## Problem details
An exact transcription of all the entries is needed; pictures stay out.

## Material to process
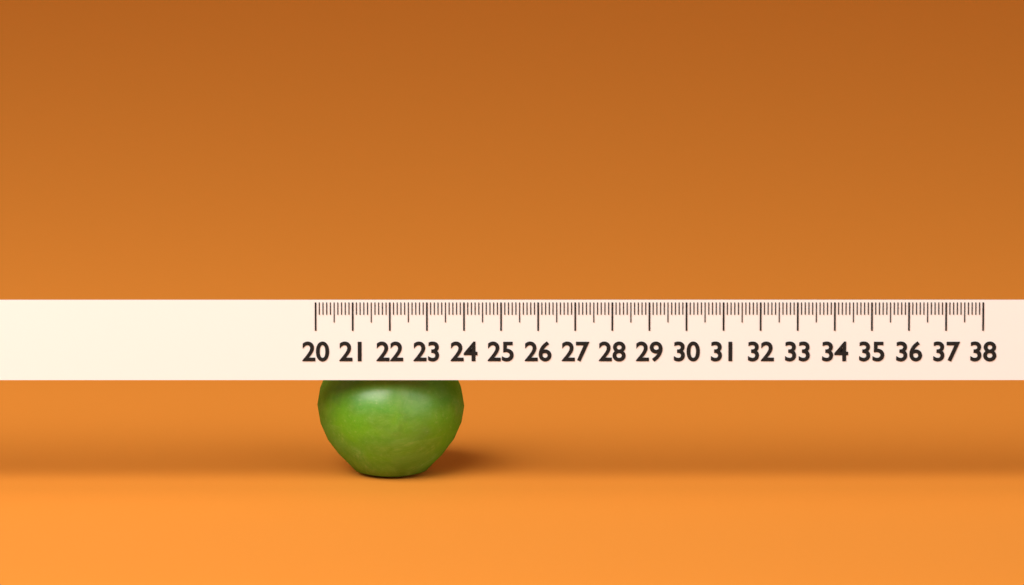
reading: 24.0 (no unit)
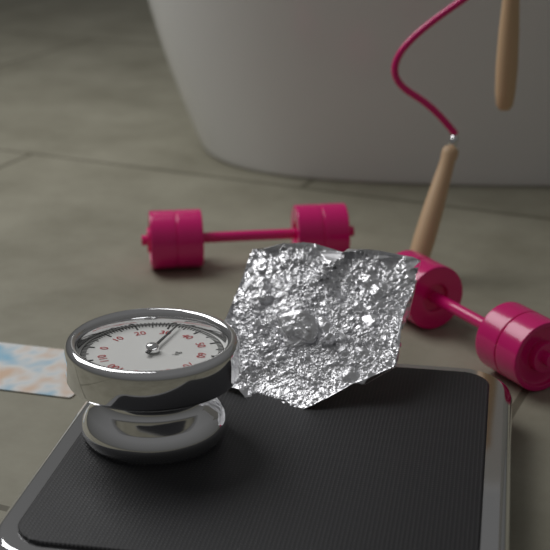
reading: 33 kg
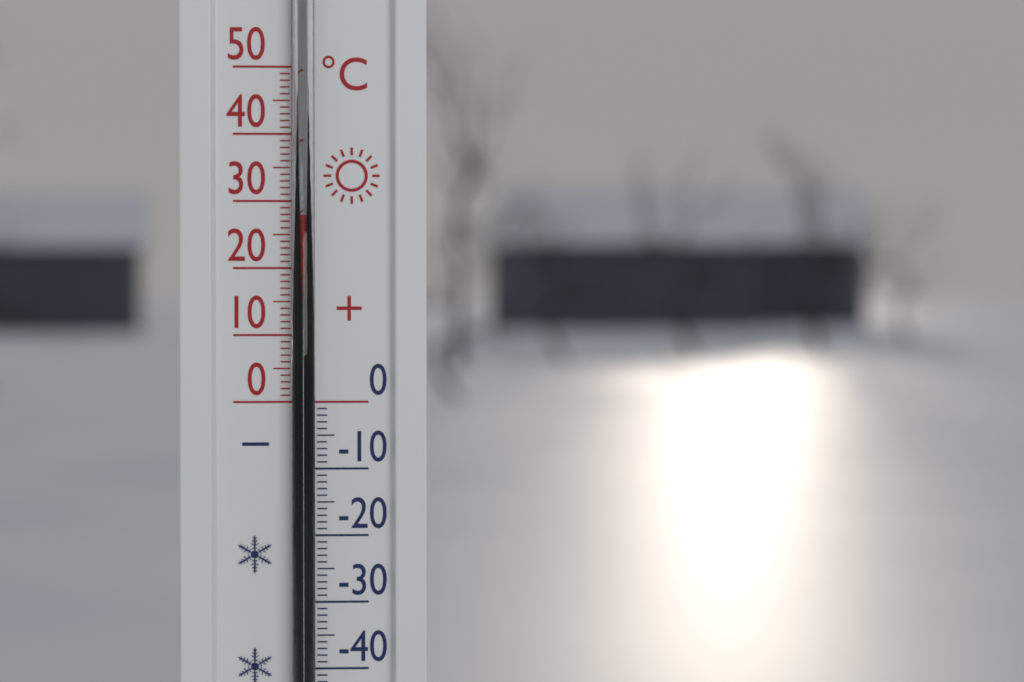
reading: 28 °C
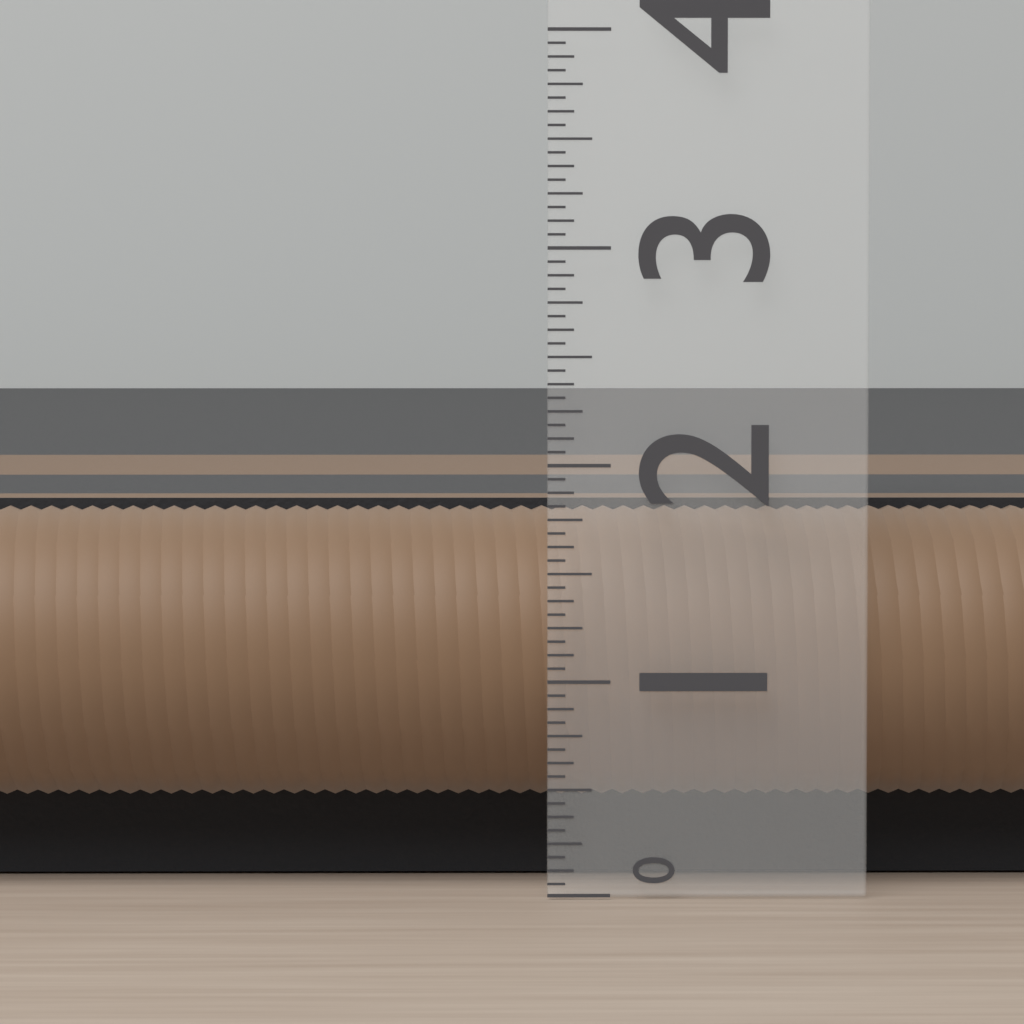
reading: 1.8125 (no unit)
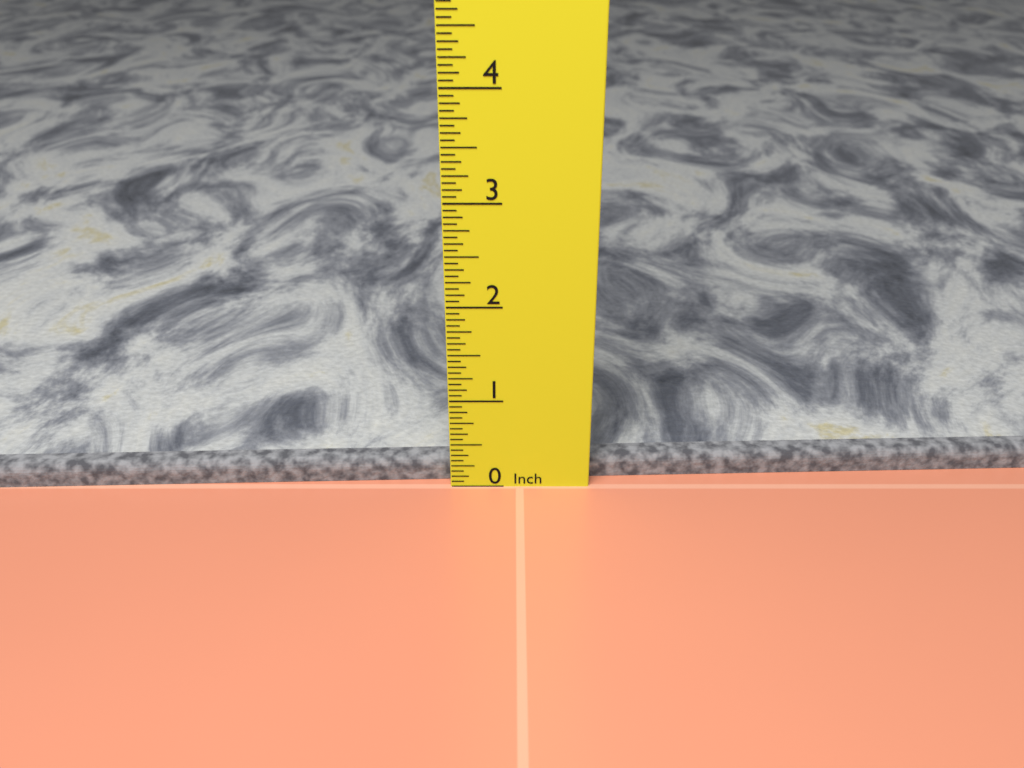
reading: 0.2500 in
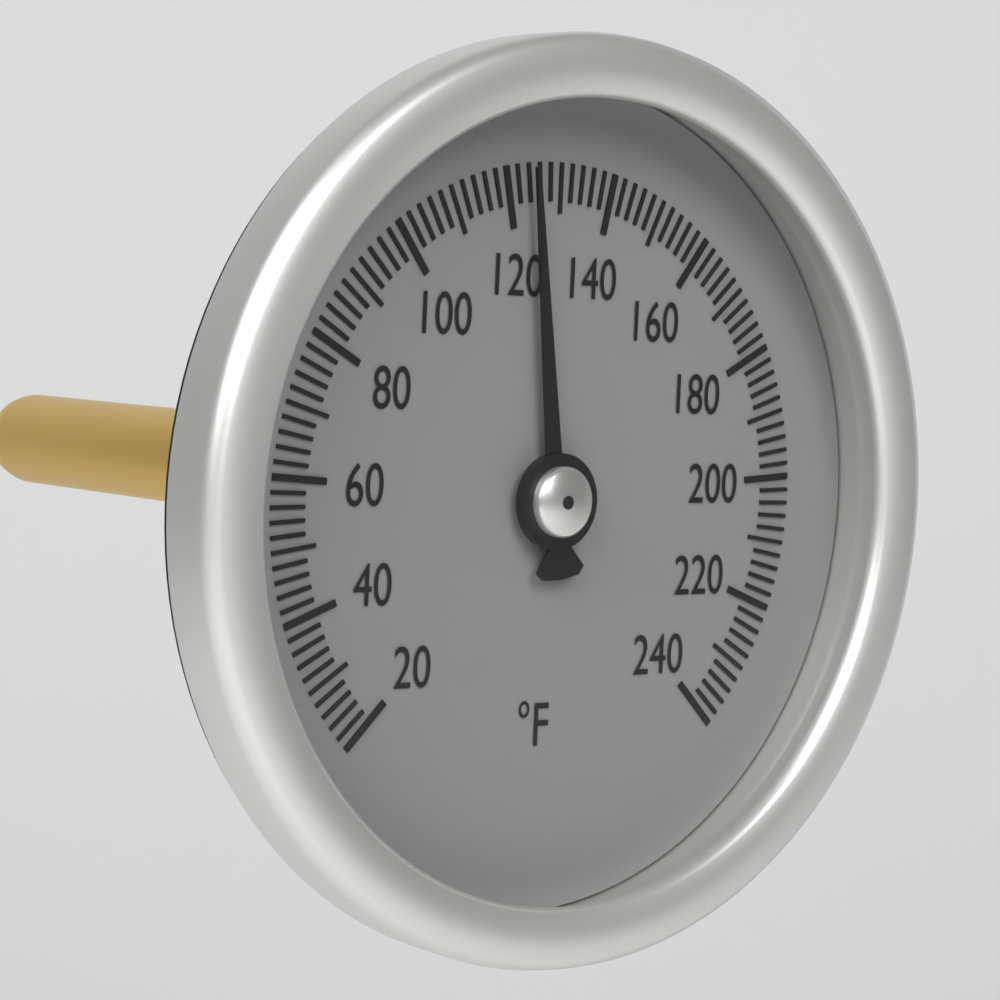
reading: 124 °F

## Reply to the exercise
reading: 24.0 (no unit)
reading: 33 kg
reading: 28 °C
reading: 1.8125 (no unit)
reading: 0.2500 in
reading: 124 °F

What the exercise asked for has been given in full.